(02-20-2026, 01:53 AM)babushka Wrote: The pocket Lavater, or, The science of physiognomy: to which is added, an inquiry into the analogy existing between brute and human physiognomy, from the Italian of Porta : embellished with 44 copperplate heads
https://archive.org/details/2561008R.nlm...1/mode/2up
Does this seem accurate to you?
Has it helped you in your life lately ?

I just finished last night a fun , gross , funny ,sad black comedy novel by Nick Cave called The Death of Bunny Munroe.
If you like sad funny black comedies , maybe like Trainspotting or Fight Club, this is a book for you!
Very fast entertainment.
(02-20-2026, 02:07 PM)quintessentone Wrote: I am thumbing through a poetry book given to me as a Christmas present.
"The poetry of Charles Baudelaire"
"Mist and Rain - context Summary
Published in 1860, Les Fleurs Du Mal
Published in Les Fleurs du Mal (1860), "Mist and Rain" encapsulates Baudelaire’s attraction to melancholic, nature-driven beauty. The speaker praises autumnal and wintry fogs that shroud heart and mind, finding in dreary seasons a fitting cloak for a sorrowful, elevated soul. The poem links depressive reverie with spiritual freedom and hints at escape through nocturnal intimacy or oblivion. It exemplifies Baudelaire’s recurrent mingling of gloom, the sublime, and erotic consolation."
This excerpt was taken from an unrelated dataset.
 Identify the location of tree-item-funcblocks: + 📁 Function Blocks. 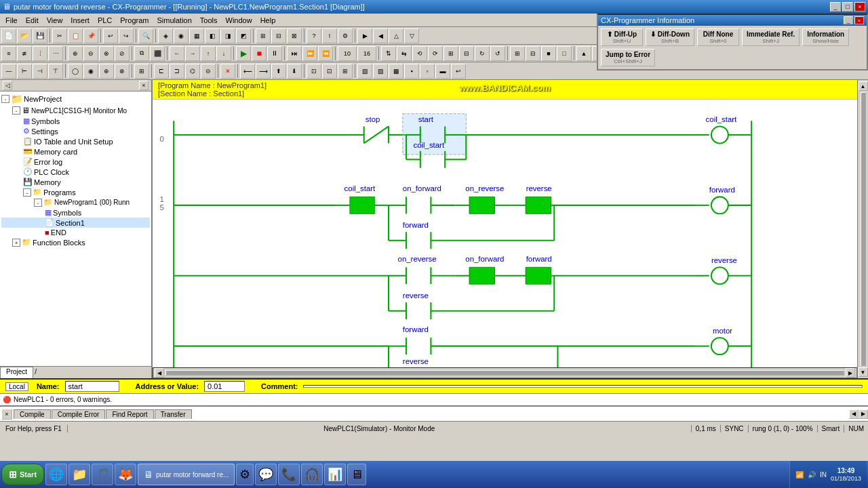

"O ends of autumn, winters, springtimes drenched with mud,
Seasons that lull to sleep! I love you, I praise you
For enfolding my heart and mind thus
In a misty shroud and a filmy tomb.
On that vast plain where the cold south wind plays,
Where in the long, dark nights the weather-cock grows hoarse,
My soul spreads wide its raven wings
More easily than in the warm springtide.
Nothing is sweeter to a gloomy heart
On which the hoar-frost has long been falling,
Than the permanent aspect of your pale shadows,
O wan seasons, queens of our clime
- Unless it be to deaden suffering, side by side
In a casual bed, on a moonless night.
Translated by - William Aggeler"
I just bought (as long as he didn't sell out) a real nice edition of A. Crowley's translation of Baudelaire Little Poems in Prose, ,
In French I think La Spleen Du Paris.
Should be great.. Apparently Baudelaire Held it in higher regard than his Fleur.